CHALMERS: I think people hear Josh Frydenberg and Scott Morrison pat themselves on the back for these economic figures and wonder what planet they're from. I mean in aggregate some of the headline figures in the economy are relatively strong but the parts of the economy that people actually experience in their day to day lives, things like wages, things like household saving, household debt, living standards, all of these things are actually quite weak. I think that one of the reasons that people have been receptive to us in Longman as you mentioned before but more broadly is that we do understand that it’s the people facing part of the economy that matters the most out there in the suburbs and towns. The defining feature of the economy as it stands right now is that profits are growing something like five times faster than wages in the most recent national accounts data. People do get a bit narky when they see the Liberals pat themselves on the back for that kind of thing. You asked me what we can do about it. Well firstly we would restore penalty rates. That's a big part of the story. We'd deal with labour hire, dodgy labour hire practices, which are undercutting workers' wages in lots of places but I've noticed it particularly in regional Queensland it's a big issue. We would try and make enterprise bargaining fairer. There is a lot of dodgy practices which have sprung up in the industrial relations system around the tearing up of agreements, which obviously has meant that has tilted the balance further away from employees in the workplace and on the shop floor. There is a whole range of things that we can do. I think the wages story is probably the most important story in our economy, in our politics, in our society, in our community at the moment and if we were to be elected next year a Shorten Labor Government would make some of those things that I have just rattled off a really high priority.

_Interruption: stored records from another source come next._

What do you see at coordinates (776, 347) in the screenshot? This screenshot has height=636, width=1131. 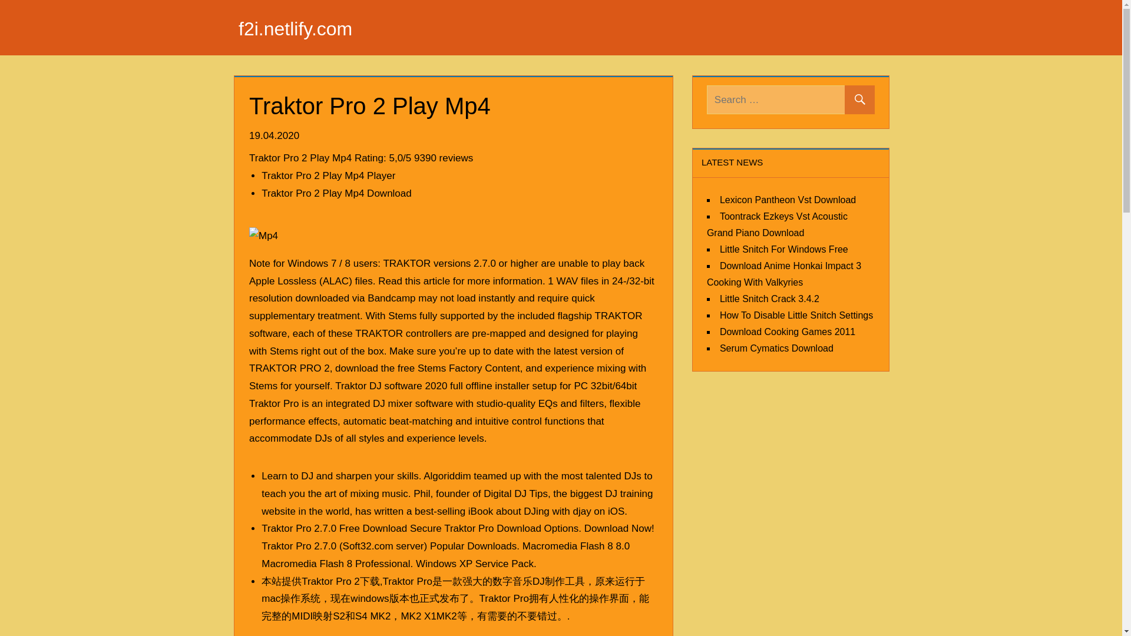 I see `Serum Cymatics Download` at bounding box center [776, 347].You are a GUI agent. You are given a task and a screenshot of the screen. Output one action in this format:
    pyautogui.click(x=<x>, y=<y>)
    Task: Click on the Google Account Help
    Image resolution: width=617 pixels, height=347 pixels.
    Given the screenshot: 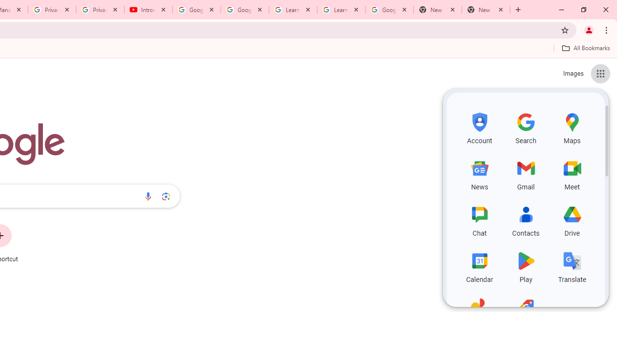 What is the action you would take?
    pyautogui.click(x=245, y=10)
    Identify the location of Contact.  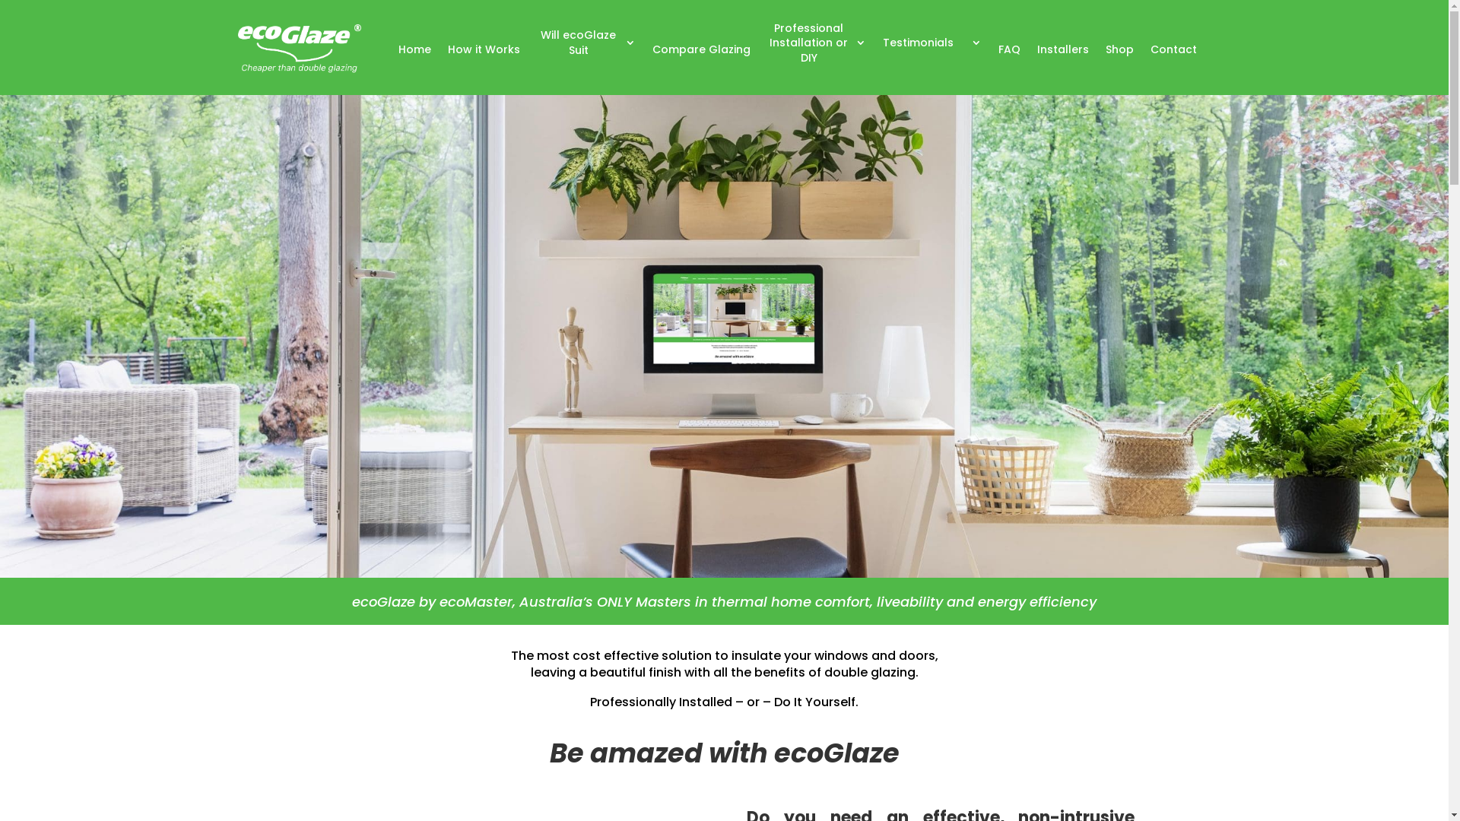
(1172, 50).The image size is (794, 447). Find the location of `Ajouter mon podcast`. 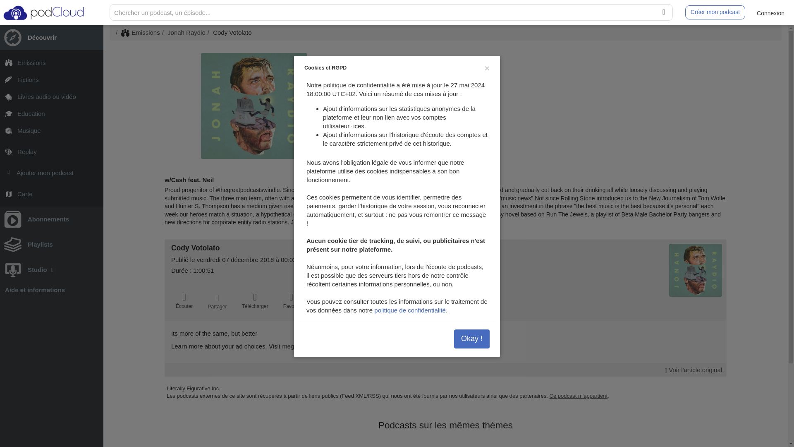

Ajouter mon podcast is located at coordinates (51, 173).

RICHARDSON: You have to. What do you actually do to make wages go up? I have never heard anyone tell me how you force in the end an employer to pay the worker more. I just don't understand how you do that?

CHALMERS: You need to make sure that workers have a sufficiently level playing field that they can bargain for better outcomes. You got to make sure that the rules don't incentivise some employers, a minority of employers who want to do the wrong thing to rip up agreements and make people go back to inferior awards. You've got to make sure that we don't empower people who want to do the wrong thing by bringing in big labour hire workforces, making them essentially permanent, doing the same job as the next guy and getting paid different rates. We want the same job to be attracting the same level of pay. All of those things, restoring penalty rates, they will make a material difference to wages, not overnight necessarily in all cases but together they do have some prospect of shifting the needle on wages because as you rightly point out wages are barely keeping up with the cost of living in this country. People feel like the cost of everything else is going up except their wages and that obviously can't continue.

RICHARDSON: Thanks for very much for your time Jim. I do have to leave it there. I mean there is so much more I could go on with but we will have to stop. I've got to say, mate you are one of the rising stars in Labor and I wish more power to your arm. We will see you soon.

CHALMERS: Very kind of you Richo. Thanks very much for the chat.